Research on what psychologists call "earned dogmatism" describes how people who have been recognized as credible in one domain develop an increased sense of license to hold strong opinions in adjacent domains — domains where their actual expertise may be thin or nonexistent. The feeling of being a credible voice generalizes beyond its actual radius. And in a platform environment that rewards reach over rigor, that generalization goes largely unchallenged.
This is the mechanism behind the wellness influencer who pivots to financial advice, the tech founder who pivots to geopolitical analysis, the life coach who becomes a political commentator. Each step feels internally justified — the confidence has been earned, just in a different room.
The Ethical Preview
None of this fully excuses the behavior. There is a threshold — blurry but real — between genuine self-deception and willful performance. Between someone who doesn't know what they don't know, and someone who has begun to suspect it but continues presenting as certain because certainty is more profitable.
That threshold is where psychology ends and ethics begin. And it's where the second part of this conversation goes. Because the question isn't only: why do people believe they're experts?
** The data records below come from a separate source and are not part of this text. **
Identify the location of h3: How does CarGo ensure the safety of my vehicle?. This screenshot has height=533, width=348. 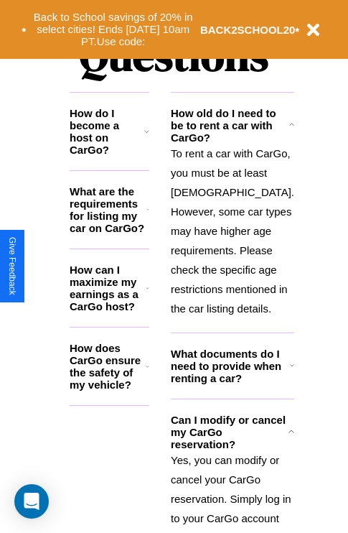
(108, 366).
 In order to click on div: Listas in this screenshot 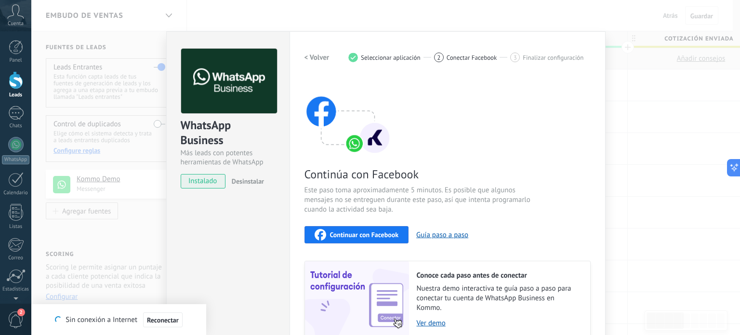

It's: what does someone who presents themselves as an expert owe the audience that trusted them?
Terrain Lens: Reading Performed Confidence |
When someone presents with authority — on your feed, in a meeting, in a headline — try this: |
1. What is this asking me to feel before I think? |
2. Is this confidence proportionate to the complexity of the subject? |
3. Where did this idea originate — and how many steps removed is this version from the source? |
4. What qualifications, caveats, or counterarguments are absent — and does their absence feel deliberate? |
5. Is the platform rewarding this person for being right — or for sounding right? |
6. Is this inviting understanding — or offering permission to stop thinking? |
7. What would this argument look like if the author had to defend it to someone with deeper expertise? |
What's one idea in your feed this week that appeared in multiple forms from different voices — and what does the uniformity of that content tell you about how it was actually understood?